E-mail us: service@prospectnews.com Or call: 212 374 2800
Bank Loans - CLOs - Convertibles - Distressed Debt - Emerging Markets
Green Finance - High Yield - Investment Grade - Liability Management
Preferreds - Private Placements - Structured Products
 
Published on 1/14/2002 in the Prospect News Convertibles Daily and Prospect News High Yield Daily.

High yield defaults cost investors $43.8 billion in 2001, Fitch says

New York, Jan. 14 - Defaults of high yield bonds cost investors $43.8 billion in 2001 thanks to high volume and low recovery rates, according to Fitch.
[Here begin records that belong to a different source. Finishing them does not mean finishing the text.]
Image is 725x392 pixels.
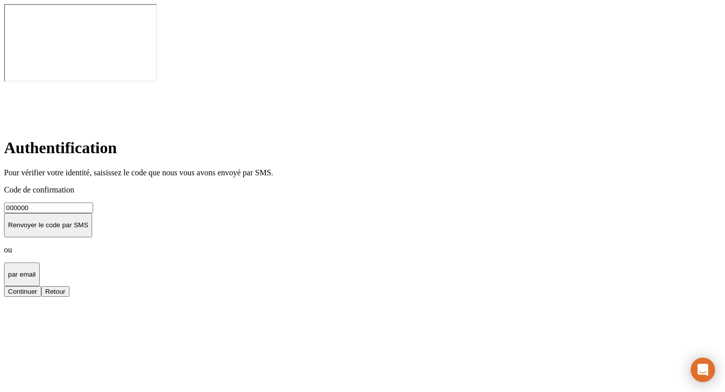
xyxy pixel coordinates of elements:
[691,358,715,382] div: Ouvrir le Messenger Intercom
[8,221,88,229] p: Renvoyer le code par SMS
[41,286,70,297] button: Retour
[4,213,92,237] button: Renvoyer le code par SMS
[4,262,40,287] button: par email
[4,168,721,177] p: Pour vérifier votre identité, saisissez le code que nous vous avons envoyé par SMS.
[4,139,721,157] h1: Authentification
[8,271,36,278] p: par email
[45,288,65,295] div: Retour
[8,288,37,295] div: Continuer
[4,286,41,297] button: Continuer
[4,185,721,194] p: Code de confirmation
[4,245,721,254] p: ou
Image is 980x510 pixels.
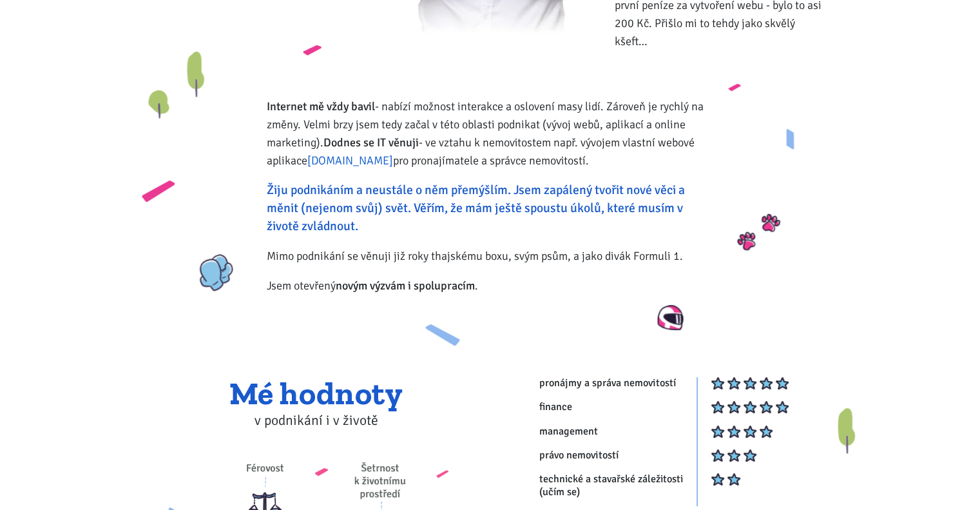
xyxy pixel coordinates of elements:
[539,449,696,472] td: právo nemovitostí
[324,135,419,150] strong: Dodnes se IT věnuji
[267,247,713,265] p: Mimo podnikání se věnuji již roky thajskému boxu, svým psům, a jako divák Formuli 1.
[539,425,696,449] td: management
[307,153,393,167] a: [DOMAIN_NAME]
[539,376,696,400] td: pronájmy a správa nemovitostí
[336,278,475,292] strong: novým výzvám i spolupracím
[151,376,481,411] h2: Mé hodnoty
[267,181,713,235] p: Žiju podnikáním a neustále o něm přemýšlím. Jsem zapálený tvořit nové věci a měnit (nejenom svůj)...
[267,99,375,113] strong: Internet mě vždy bavil
[267,276,713,294] p: Jsem otevřený .
[151,411,481,429] p: v podnikání i v životě
[267,97,713,169] p: - nabízí možnost interakce a oslovení masy lidí. Zároveň je rychlý na změny. Velmi brzy jsem tedy...
[539,400,696,424] td: finance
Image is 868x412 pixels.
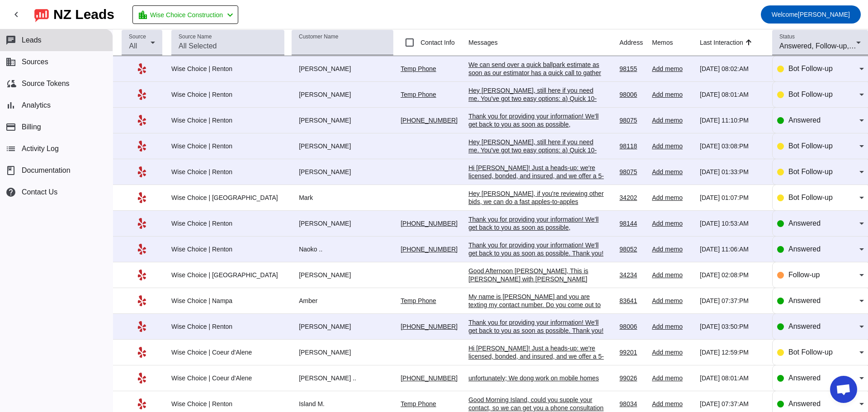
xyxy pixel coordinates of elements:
[700,219,765,227] div: [DATE] 10:53:AM
[22,58,48,66] span: Sources
[652,219,693,227] div: Add memo
[136,295,147,306] mat-icon: Yelp
[22,80,70,88] span: Source Tokens
[789,91,833,98] span: Bot Follow-up
[772,8,850,21] span: [PERSON_NAME]
[171,168,284,176] div: Wise Choice | Renton
[136,89,147,100] mat-icon: Yelp
[469,293,604,317] div: My name is [PERSON_NAME] and you are texting my contact number. Do you come out to [GEOGRAPHIC_DA...
[469,344,604,393] div: Hi [PERSON_NAME]! Just a heads-up: we're licensed, bonded, and insured, and we offer a 5-YEAR cra...
[400,220,458,227] a: [PHONE_NUMBER]
[619,194,645,202] div: 34202
[136,398,147,409] mat-icon: Yelp
[780,34,795,40] mat-label: Status
[22,145,59,153] span: Activity Log
[789,271,820,278] span: Follow-up
[619,91,645,99] div: 98006
[619,271,645,279] div: 34234
[619,323,645,331] div: 98006
[292,245,394,253] div: Naoko ..
[136,347,147,358] mat-icon: Yelp
[619,29,652,56] th: Address
[11,9,22,20] mat-icon: chevron_left
[171,400,284,408] div: Wise Choice | Renton
[136,321,147,332] mat-icon: Yelp
[400,323,458,330] a: [PHONE_NUMBER]
[292,91,394,99] div: [PERSON_NAME]
[789,142,833,150] span: Bot Follow-up
[652,194,693,202] div: Add memo
[136,115,147,125] mat-icon: Yelp
[136,372,147,383] mat-icon: Yelp
[138,10,148,21] mat-icon: location_city
[652,65,693,73] div: Add memo
[292,219,394,227] div: [PERSON_NAME]
[292,142,394,150] div: [PERSON_NAME]
[469,61,604,93] div: We can send over a quick ballpark estimate as soon as our estimator has a quick call to gather a ...
[619,374,645,382] div: 99026
[171,91,284,99] div: Wise Choice | Renton
[700,271,765,279] div: [DATE] 02:08:PM
[619,245,645,253] div: 98052
[789,194,833,201] span: Bot Follow-up
[700,116,765,124] div: [DATE] 11:10:PM
[652,297,693,305] div: Add memo
[789,168,833,175] span: Bot Follow-up
[652,245,693,253] div: Add memo
[700,374,765,382] div: [DATE] 08:01:AM
[171,245,284,253] div: Wise Choice | Renton
[171,374,284,382] div: Wise Choice | Coeur d'Alene
[700,38,744,47] div: Last Interaction
[419,38,455,47] label: Contact Info
[619,348,645,356] div: 99201
[469,396,604,412] div: Good Morning Island, could you supple your contact, so we can get you a phone consultation
[171,116,284,124] div: Wise Choice | Renton
[652,142,693,150] div: Add memo
[292,297,394,305] div: Amber
[171,297,284,305] div: Wise Choice | Nampa
[789,116,821,124] span: Answered
[136,192,147,203] mat-icon: Yelp
[789,400,821,407] span: Answered
[469,190,604,222] div: Hey [PERSON_NAME], if you're reviewing other bids, we can do a fast apples-to-apples comparison a...
[292,323,394,331] div: [PERSON_NAME]
[129,42,137,50] span: All
[469,112,604,136] div: Thank you for providing your information! We'll get back to you as soon as possible, considering ...
[400,375,458,382] a: [PHONE_NUMBER]
[5,57,16,68] mat-icon: business
[5,187,16,198] mat-icon: help
[171,65,284,73] div: Wise Choice | Renton
[179,41,277,52] input: All Selected
[652,271,693,279] div: Add memo
[179,34,211,40] mat-label: Source Name
[619,219,645,227] div: 98144
[469,319,604,335] div: Thank you for providing your information! We'll get back to you as soon as possible. Thank you!​
[789,65,833,72] span: Bot Follow-up
[789,297,821,304] span: Answered
[171,194,284,202] div: Wise Choice | [GEOGRAPHIC_DATA]
[789,245,821,253] span: Answered
[5,79,16,89] mat-icon: cloud_sync
[469,87,604,127] div: Hey [PERSON_NAME], still here if you need me. You've got two easy options: a) Quick 10-min call t...
[652,116,693,124] div: Add memo
[171,219,284,227] div: Wise Choice | Renton
[22,101,50,109] span: Analytics
[136,140,147,151] mat-icon: Yelp
[136,63,147,74] mat-icon: Yelp
[469,267,604,324] div: Good Afternoon [PERSON_NAME], This is [PERSON_NAME] with [PERSON_NAME] Choice. We're reaching out...
[652,374,693,382] div: Add memo
[400,65,437,72] a: Temp Phone
[619,400,645,408] div: 98034
[129,34,146,40] mat-label: Source
[22,166,70,175] span: Documentation
[700,348,765,356] div: [DATE] 12:59:PM
[652,91,693,99] div: Add memo
[292,400,394,408] div: Island M.
[469,164,604,213] div: Hi [PERSON_NAME]! Just a heads-up: we're licensed, bonded, and insured, and we offer a 5-YEAR cra...
[619,142,645,150] div: 98118
[299,34,338,40] mat-label: Customer Name
[132,5,238,24] button: Wise Choice Construction
[292,116,394,124] div: [PERSON_NAME]
[5,165,16,176] span: book
[53,8,115,21] div: NZ Leads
The rating agency said the weighted average recovery rate for traditional high yield issuers - excluding fallen angels - was 15 cents on the dollar last year. That means on the $51.3 billion par value of defaulted bonds, investors recovered just $7.6 billion, Fitch added.

Of the losses, more than half was on defaulted telecom bonds where the average recovery rate of 12 cents on the dollar led to $25 billion of losses.

For all credits, the weighted average recovery rate was 30 cents on the dollar.

Overall default volume for the year was $78.2 billion for a record default rate of 12.9%, Fitch said. The number of issuers defaulting increased 50% to 173 in 2001 from 115 for 2000.

The previous record volume was in 2000 when $27.9 billion defaulted for a rate of 5.1%.

Fitch noted that the $28.2 billion of telecom defaults in 2001 exceed the total for all industry sectors in 2000.

Similarly the $24 billion of fallen angel defaults was not far short of 2000's total. Among the names in this group were Southern California Edison, Pacific Gas and Electric, Finova, Comdisco and Enron.

Excluding these two groups - telecom and fallen angels - the 2001 default rate would have been just 5.9%, Fitch noted.

By industry sector, again excluding fallen angels, the biggest defaulting industry was automotive at 28.3%, followed by telecom at 23.9%, leisure and entertainment at 17.8% and metals and mining at 16.4%.

During 2001, two of Fitch's 25 industry sectors saw zero defaults, insurance and real estate.

With Classic Cable, the cable sector had its first default since 1994 but still has the lowest long-term rate at 0.3% average per year for 1980 to 2001.

End


© 2015 Prospect News.
All content on this website is protected by copyright law in the U.S. and elsewhere. For the use of the person downloading only.
Redistribution and copying are prohibited by law without written permission in advance from Prospect News.
Redistribution or copying includes e-mailing, printing multiple copies or any other form of reproduction.